TASK INSTRUCTIONS: Retype the listing found below exactly, but leave out each picture.
════════
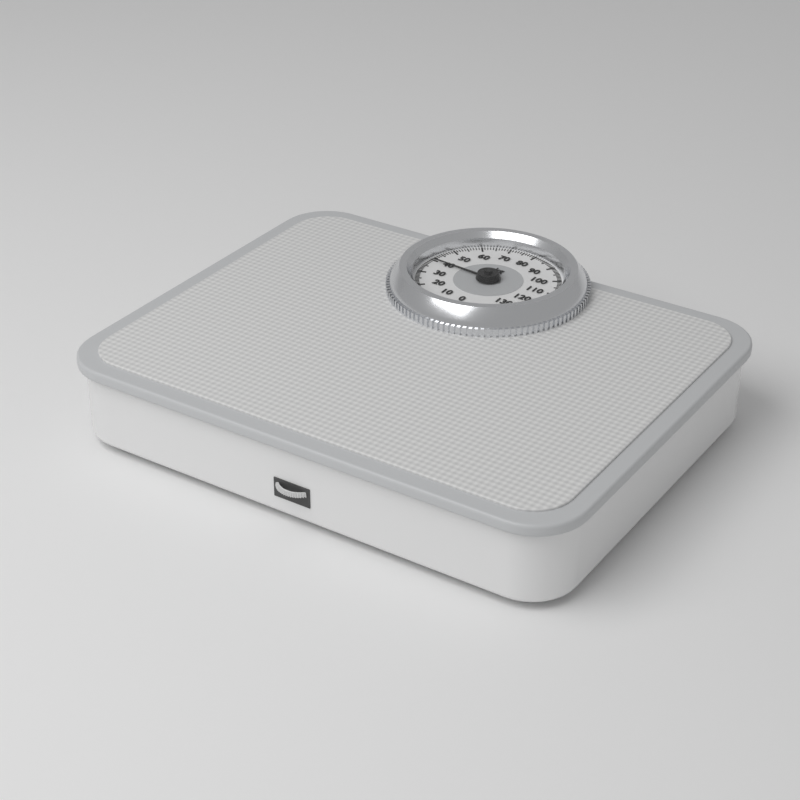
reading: 40 kg
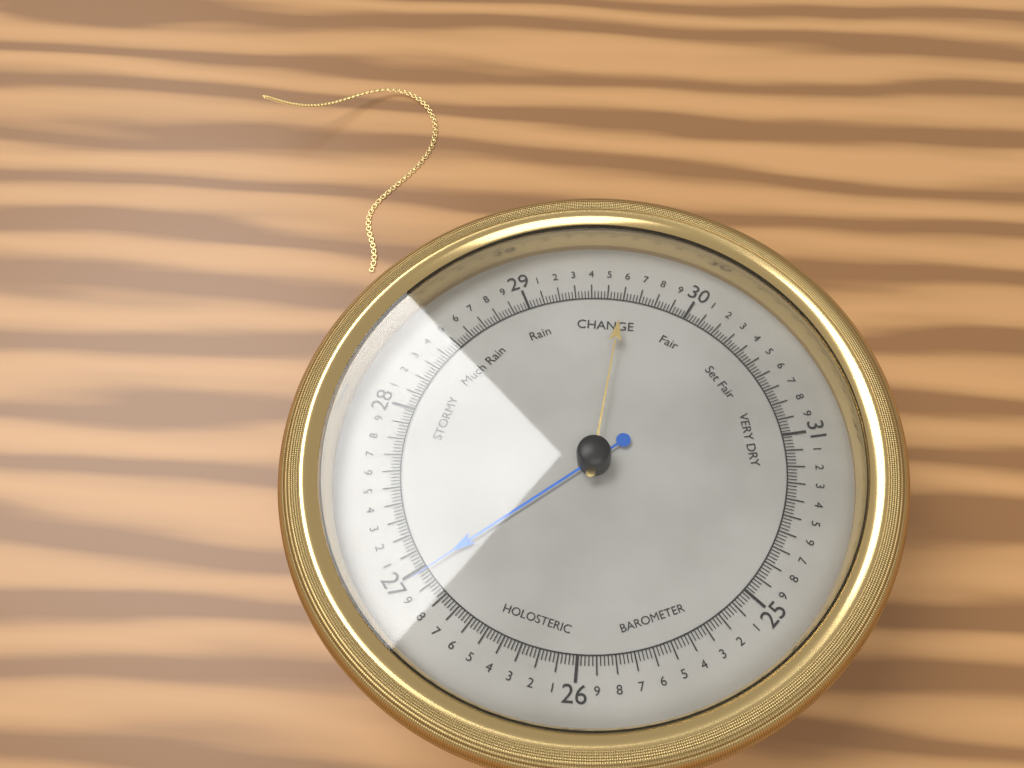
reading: 26.98 (no unit)
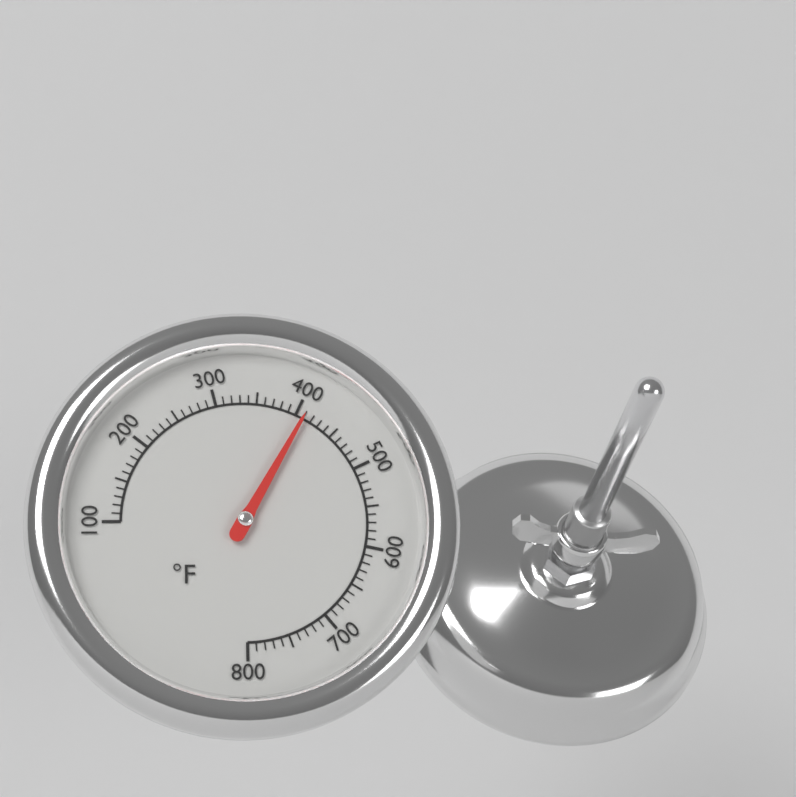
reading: 410 °F
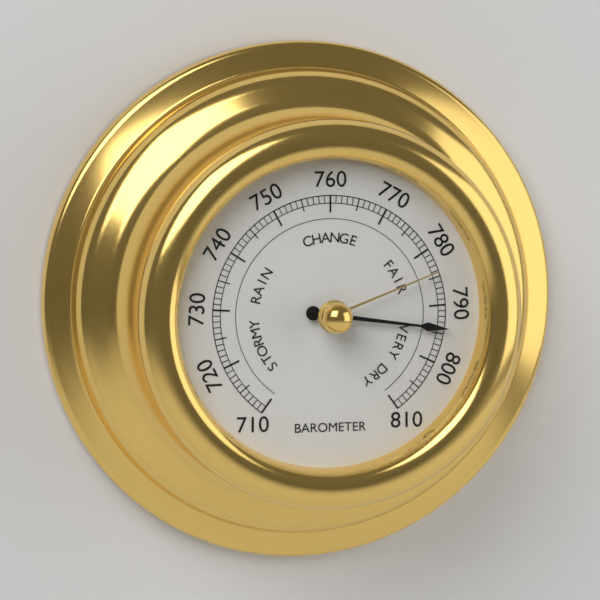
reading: 794 (no unit)
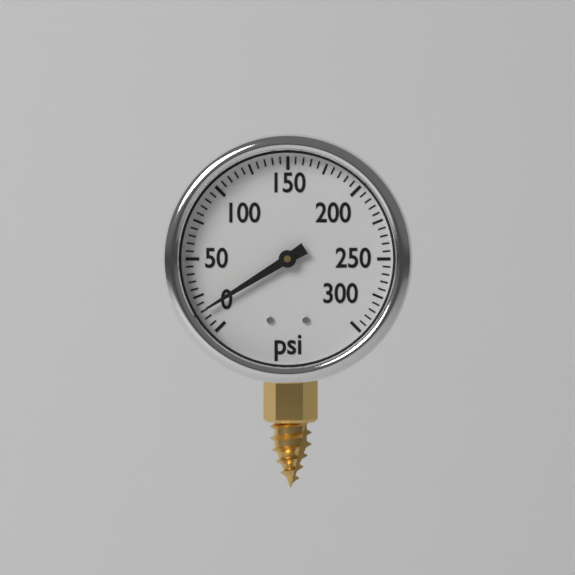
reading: 15 psi
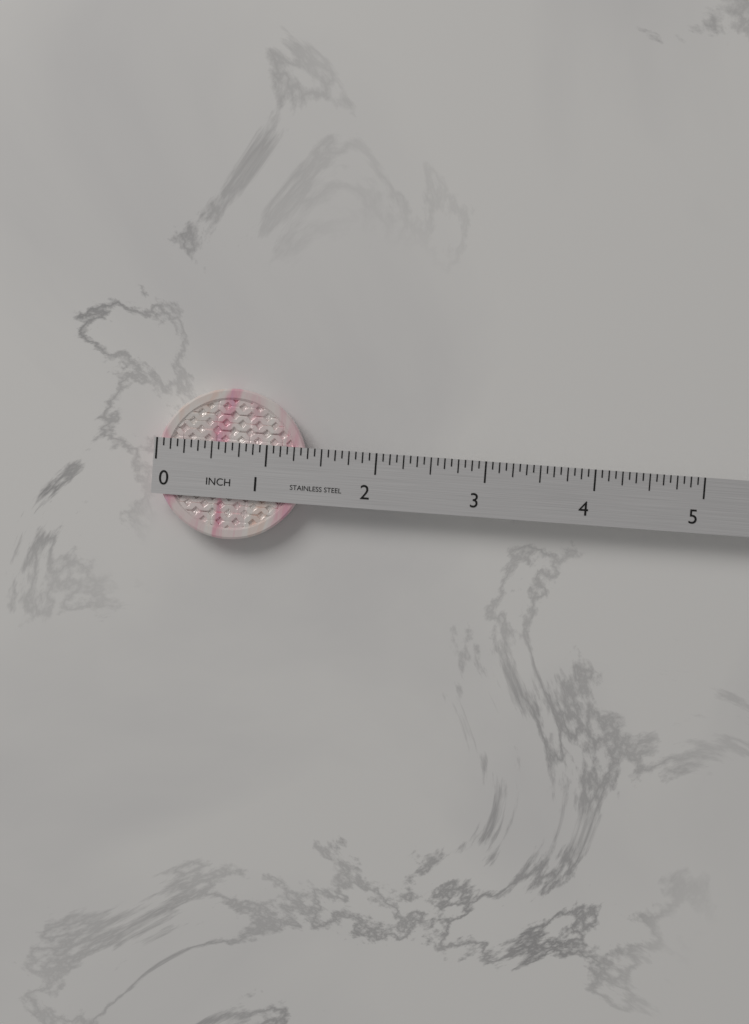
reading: 1.3750 in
════════
ANSWER BOX:
reading: 40 kg
reading: 26.98 (no unit)
reading: 410 °F
reading: 794 (no unit)
reading: 15 psi
reading: 1.3750 in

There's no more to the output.